_PROBLEM STATEMENT_
Nothing but the lines from the top of the following entries through the line with "This screenshot has" should be printed, exactly as they are.

_SUPPLIED MATERIAL_
+++++

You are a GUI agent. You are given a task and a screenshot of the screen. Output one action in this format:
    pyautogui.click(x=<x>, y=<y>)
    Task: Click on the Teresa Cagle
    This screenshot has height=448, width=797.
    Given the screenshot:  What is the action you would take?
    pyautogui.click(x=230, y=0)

+++++

_OUTPUT OF THE TASK_
You are a GUI agent. You are given a task and a screenshot of the screen. Output one action in this format:
    pyautogui.click(x=<x>, y=<y>)
    Task: Click on the Teresa Cagle
    This screenshot has height=448, width=797.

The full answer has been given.